We meet at Balthazar, Greta’s suggestion. She used to go there all the time, boozy business lunches, hushed conversations at the bar post-work. I’d met her once or twice for the post-post-drink, witnessed the tail end of those meals, glittering media girls, their laughter tinkling like it was lined with crystals. An empty bottle of Sancerre in front of them. Introduced as her sister-in-law, assessed, and dismissed. Then Greta had a baby. The baby was sick. Shortly thereafter the magazine collapsed. They moved to New Hampshire. They have Sancerre there but I’m not sure it tastes the same. I’ll have to ask her.

Greta’s late. The hostess seats me at a banquette beneath a wall of mirrors, artfully mismatched panels, unevenly glazed together. Above me, the tin ceiling painted a chalky white, fans stirring gracefully. There is a general ceaseless swell of noise. A waitress arrives. “I’m absolutely certain I need a glass of Sancerre,” I tell her.

To my left sits an older man, bespoke suit, with gray hair like elegant snowdrifts. He’s flipping through the Wall Street Journal. And to the right of me, against the window, there’s a stylish couple. She’s much younger than him, has thick brown hair, a freckled, petite nose, lean, golden skin, a silver necklace beneath a black silk shirt, a martini glass in front of her. He’s in a pinstriped suit, dark-haired and glossy, Semitic, and is wearing an enormous, expensive watch. Together, they’re hunched, hushed, miserable. There are no new friends to be made here.

Greta weaves her way through the restaurant. She is dressed as an impression of her old self. All black, head to toe. Long, fragile, dangling gold earrings that fall to her shoulders. Extremely high heels that seem like no fun to wear, but that woman does know how to wear them. She’s put on a significant amount of weight, but she was so thin to begin with that she just looks like a normal human being now, with round thighs and hips and an ass and real breasts, with a little sag to them, and her hair is healthy, big, nearly animalistic. Her bangs, however, are a mess.

“Don’t get up,” she says, so I don’t, and I start to blow her a kiss from across the table, but it turns out she wants the human contact anyway, and she leans awkwardly across the table to kiss my cheek and reach out for what could, at most, become a half embrace, and it turns out to be just a pat on the shoulder, because as she leans she knocks over my water, and it spills on the table and my lap, so I guess the physical interaction wasn’t really worth it after all.

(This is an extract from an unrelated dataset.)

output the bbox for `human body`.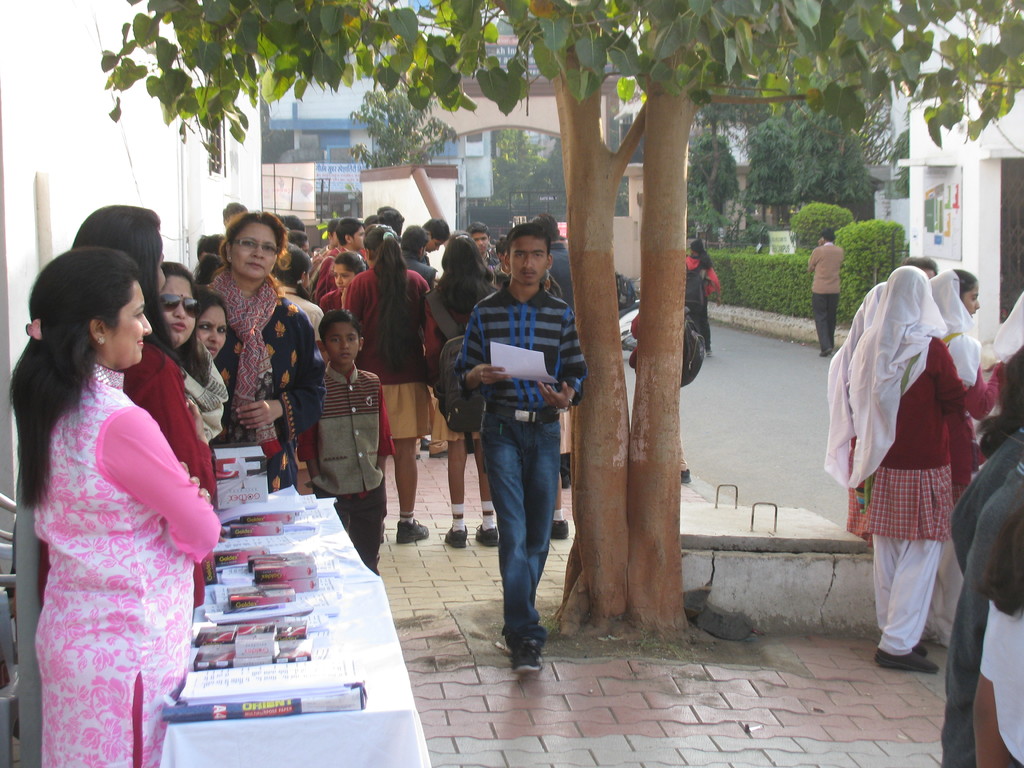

“I’m so sorry! I’m so, so, so sorry,” she says. “It’s nothing, it’s water,” I say as I dab myself with my napkin, and I feel this strange sort of victory, like whatever happens next I have already won lunch, or at least she has lost it. It’s not that this meal is a competition, that’s not what it is. I just need to feel like I have the upper hand.

A busboy comes and wipes up the table, and then a waitress slides a menu in front of Greta. “Get a drink,” I tell Greta. “Immediately.” She orders the same as me and then, without pause, a riveting, obviously delirious energy racing through her, launches in with the reason for her visit. “I’ve been doing contract work,” she says. “It’s boring, but it’s money, and when you’re working remotely you have to take what you can get.” The wine arrives, and we beg off ordering. “We’ll just need a minute to catch up,” I say. Here we are, two family members, catching up.

“I guess my days doing interesting”—air quotes—“work are over. Is this part of being a grown-up? Taking what you can get?” I don’t know what it means to be a grown-up. Or at least not her version of a grown-up. She’s waiting for a response. “Oh that wasn’t rhetorical?” I say. “You really want to know what I think?” She nods. “You’re doing what you have to do,” I say.

The waiter returns and we both glance at the menu.